6
The roads named in this table are all those which have been com-pleted less than four years, of which I have been able to procure thetrade and travel, aggregate expenses, and distance run by the loco-motive engines for the year 18 42. In some of these I have beencompelled to deduce the through tonnage from the receipts and prices—the reports giving only the aggregate tonnage ;—in general thethrough travel is given with precision.

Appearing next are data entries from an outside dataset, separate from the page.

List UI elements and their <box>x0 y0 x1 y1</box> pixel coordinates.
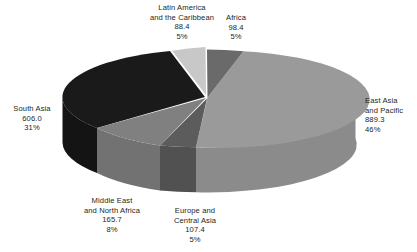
slice-label-percent: 5% <box>203 32 269 42</box>
slice-label-africa: Africa 98.4 5% <box>203 13 269 42</box>
slice-label-line-1: Africa <box>203 13 269 23</box>
slice-label-value: 98.4 <box>203 23 269 33</box>
slice-label-line-1: South Asia <box>2 104 62 114</box>
slice-label-south-asia: South Asia 606.0 31% <box>2 104 62 133</box>
pie-top-faces <box>62 47 369 148</box>
slice-side-europe-and-central-asia <box>160 146 196 193</box>
slice-label-east-asia-and-pacific: East Asia and Pacific 889.3 46% <box>365 96 417 134</box>
slice-label-value: 889.3 <box>365 115 417 125</box>
slice-label-line-1: Middle East <box>68 196 156 206</box>
slice-label-percent: 46% <box>365 125 417 135</box>
slice-label-line-1: Latin America <box>115 3 249 13</box>
slice-label-value: 165.7 <box>68 215 156 225</box>
slice-label-middle-east-and-north-africa: Middle East and North Africa 165.7 8% <box>68 196 156 234</box>
slice-label-percent: 5% <box>158 235 232 245</box>
slice-label-line-2: and Pacific <box>365 106 417 116</box>
slice-label-line-2: and North Africa <box>68 206 156 216</box>
slice-label-line-2: Central Asia <box>158 216 232 226</box>
slice-label-line-1: East Asia <box>365 96 417 106</box>
slice-label-value: 606.0 <box>2 114 62 124</box>
slice-label-value: 107.4 <box>158 225 232 235</box>
pie-chart-figure: Latin America and the Caribbean 88.4 5% … <box>0 0 417 252</box>
slice-label-line-1: Europe and <box>158 206 232 216</box>
slice-label-percent: 8% <box>68 225 156 235</box>
slice-label-europe-and-central-asia: Europe and Central Asia 107.4 5% <box>158 206 232 244</box>
slice-label-percent: 31% <box>2 123 62 133</box>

The agreement between the actual and calculated results in thistable, is most remarkable, and exhibits a degree of uniformity in theadministration of the lines, which could not have been anticipated.Indeed it is most probably because the roads are so new that the agree-ment is so perfect. When they begin to feel the effects of time and use,they will give way unequally, and exhibit much wider deviations fromthe rule. This fact is exemplified in the following table, which exhibitsthe results of experience on ten important railroads, selected from dif-ferent sections of the country. The roads in this table vary in lengthfrom 14 miles to 136 miles; in grades from 10 ft. per mile, to S3 ft.per mile; in freight from nothing to 94,000 tons; in travel from 7,000 to180,000 passengers ; and in expenses from 30,000 to 225,000 dollarsper annum.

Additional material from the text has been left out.